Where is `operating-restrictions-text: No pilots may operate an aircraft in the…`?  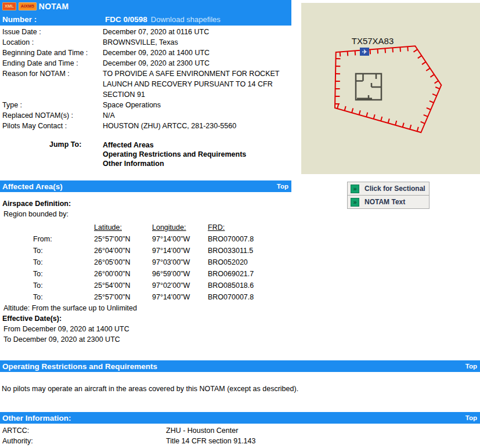
operating-restrictions-text: No pilots may operate an aircraft in the… is located at coordinates (150, 389).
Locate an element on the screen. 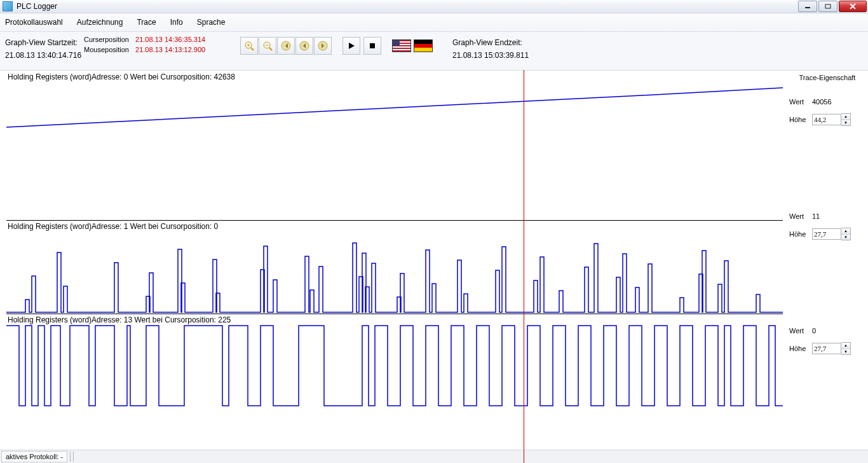  play-button is located at coordinates (351, 46).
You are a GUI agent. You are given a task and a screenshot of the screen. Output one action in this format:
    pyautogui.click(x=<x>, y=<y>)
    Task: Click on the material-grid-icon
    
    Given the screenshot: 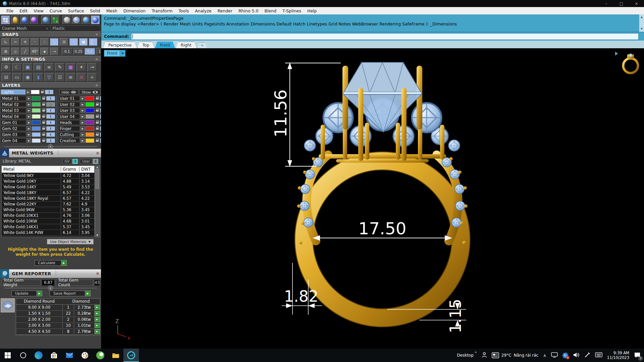 What is the action you would take?
    pyautogui.click(x=56, y=20)
    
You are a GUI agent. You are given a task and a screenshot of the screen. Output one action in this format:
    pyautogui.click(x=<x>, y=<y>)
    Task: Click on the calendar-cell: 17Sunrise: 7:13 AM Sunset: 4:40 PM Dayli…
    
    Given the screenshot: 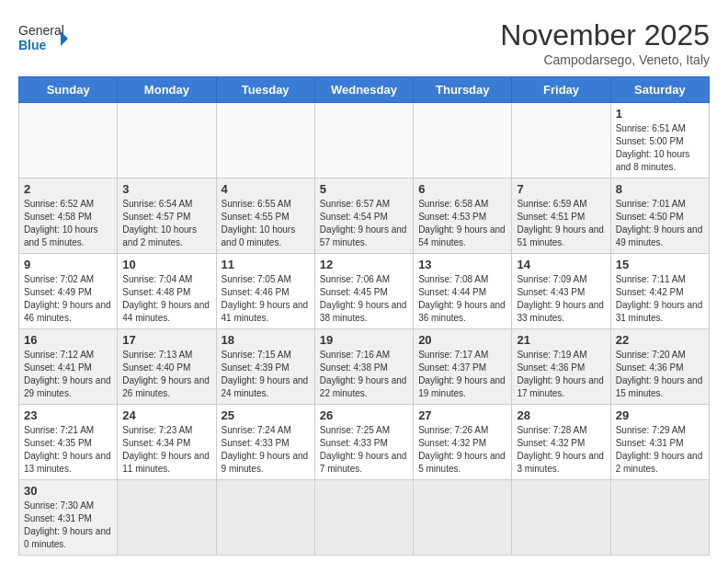 What is the action you would take?
    pyautogui.click(x=167, y=367)
    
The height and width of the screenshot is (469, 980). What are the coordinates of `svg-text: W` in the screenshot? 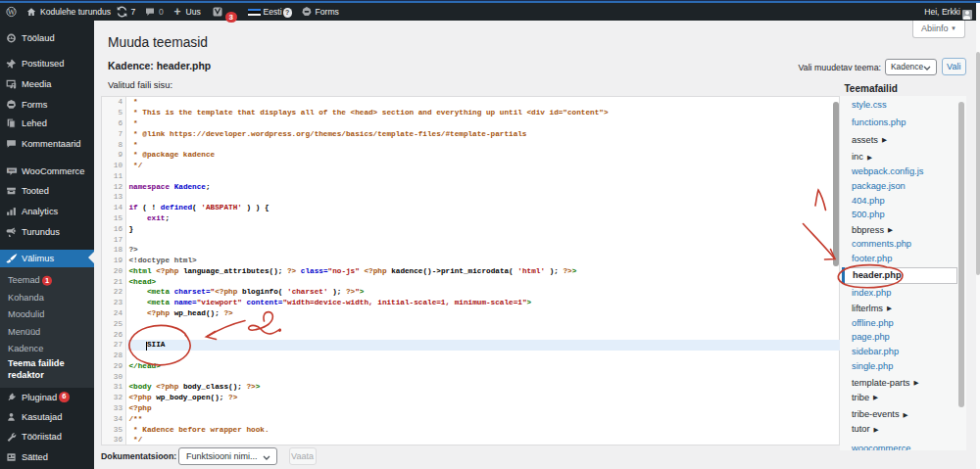 It's located at (12, 12).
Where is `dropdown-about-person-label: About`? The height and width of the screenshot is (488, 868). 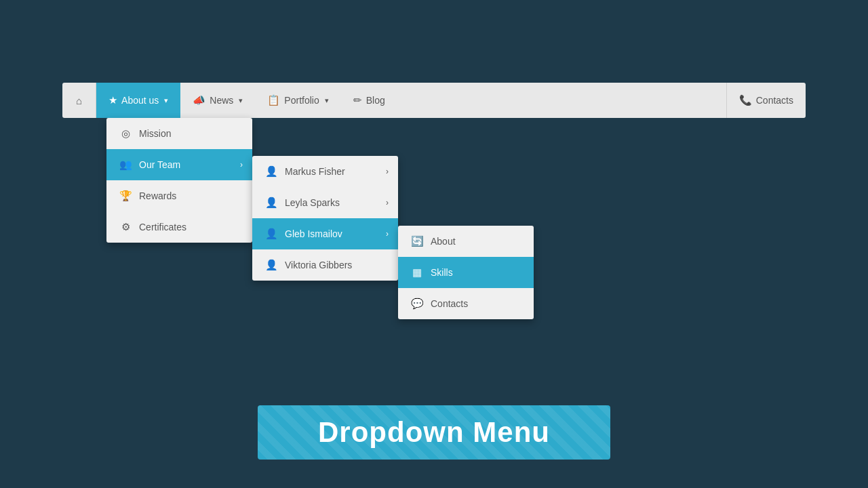 dropdown-about-person-label: About is located at coordinates (443, 241).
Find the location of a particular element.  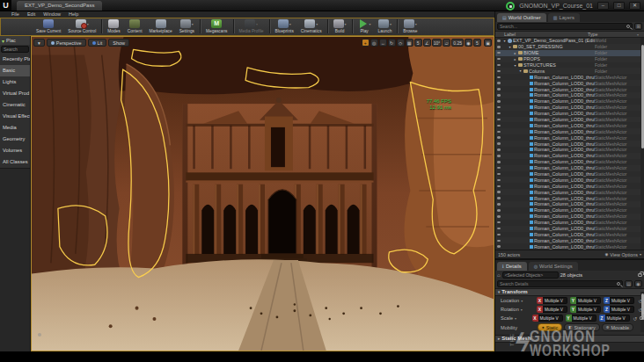

menu-item: Window is located at coordinates (52, 14).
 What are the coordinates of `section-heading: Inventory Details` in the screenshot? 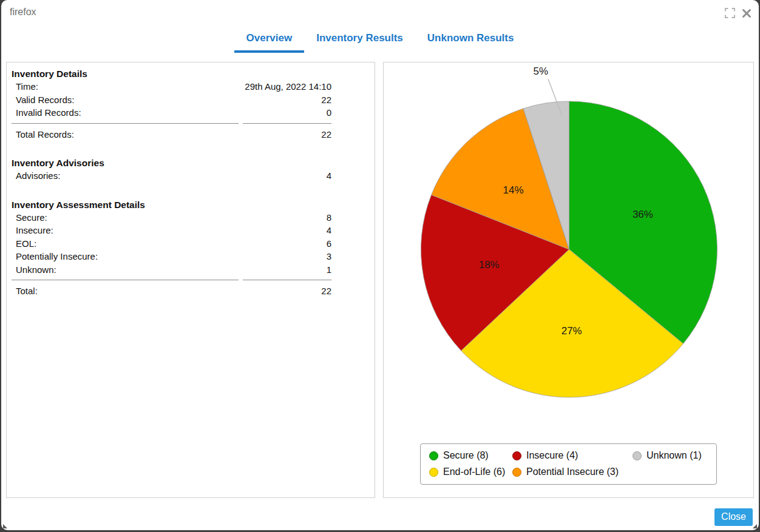 It's located at (171, 74).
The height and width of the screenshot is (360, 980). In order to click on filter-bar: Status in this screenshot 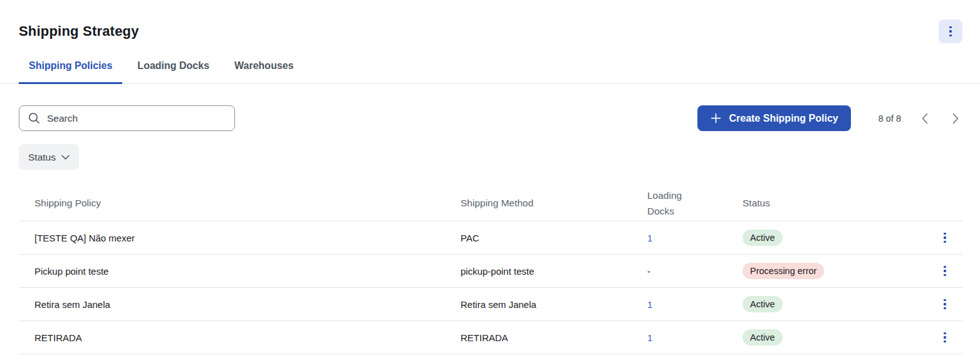, I will do `click(490, 157)`.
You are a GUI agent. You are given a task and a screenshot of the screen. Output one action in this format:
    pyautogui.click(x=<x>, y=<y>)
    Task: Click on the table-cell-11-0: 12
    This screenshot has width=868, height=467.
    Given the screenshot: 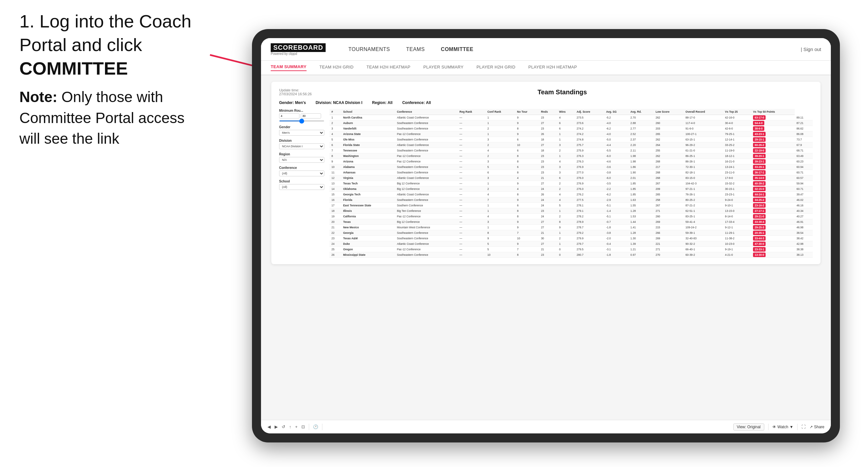 What is the action you would take?
    pyautogui.click(x=335, y=178)
    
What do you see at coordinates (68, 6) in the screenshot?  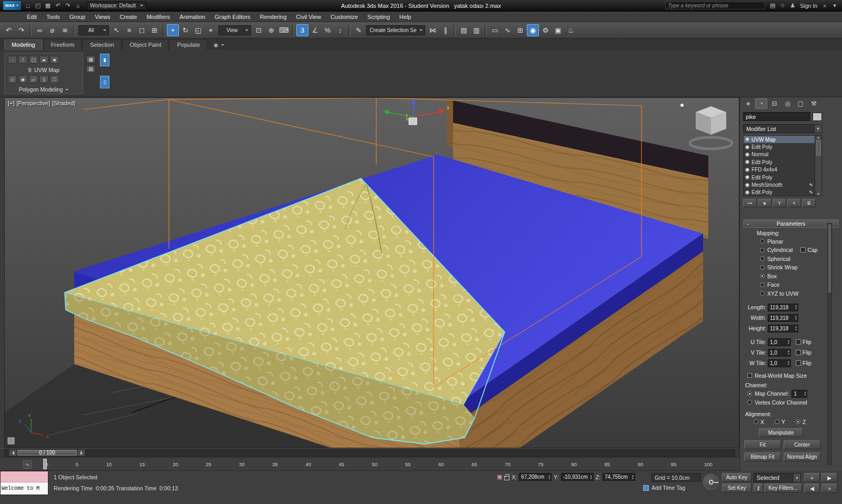 I see `redo-icon: ↷` at bounding box center [68, 6].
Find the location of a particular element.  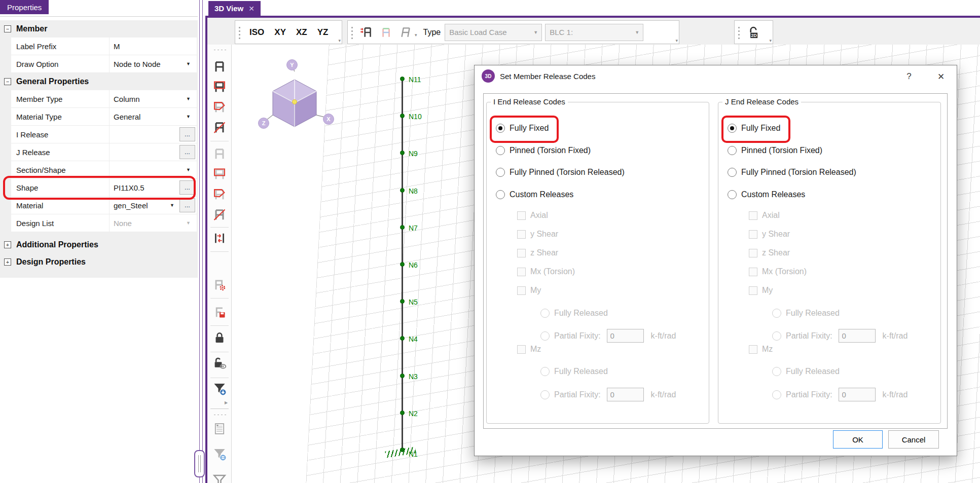

j-release-field: ... is located at coordinates (153, 152).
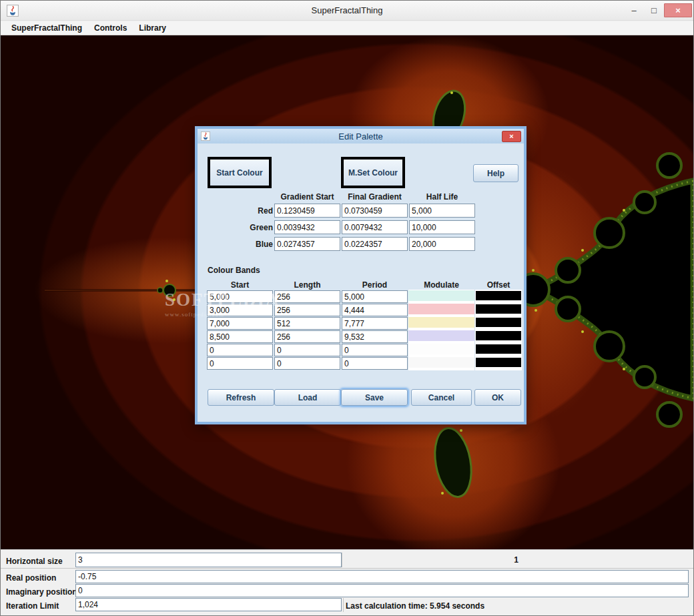 Image resolution: width=694 pixels, height=616 pixels. What do you see at coordinates (375, 323) in the screenshot?
I see `band3-period-input` at bounding box center [375, 323].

Task description ▸
Sift through the entries and copy every line with "cell".

Task output ▸
    Task: Click on the calendar-cell: 17Sunrise: 7:13 AM Sunset: 4:40 PM Dayli…
    Task: Click on the table-cell-11-0: 12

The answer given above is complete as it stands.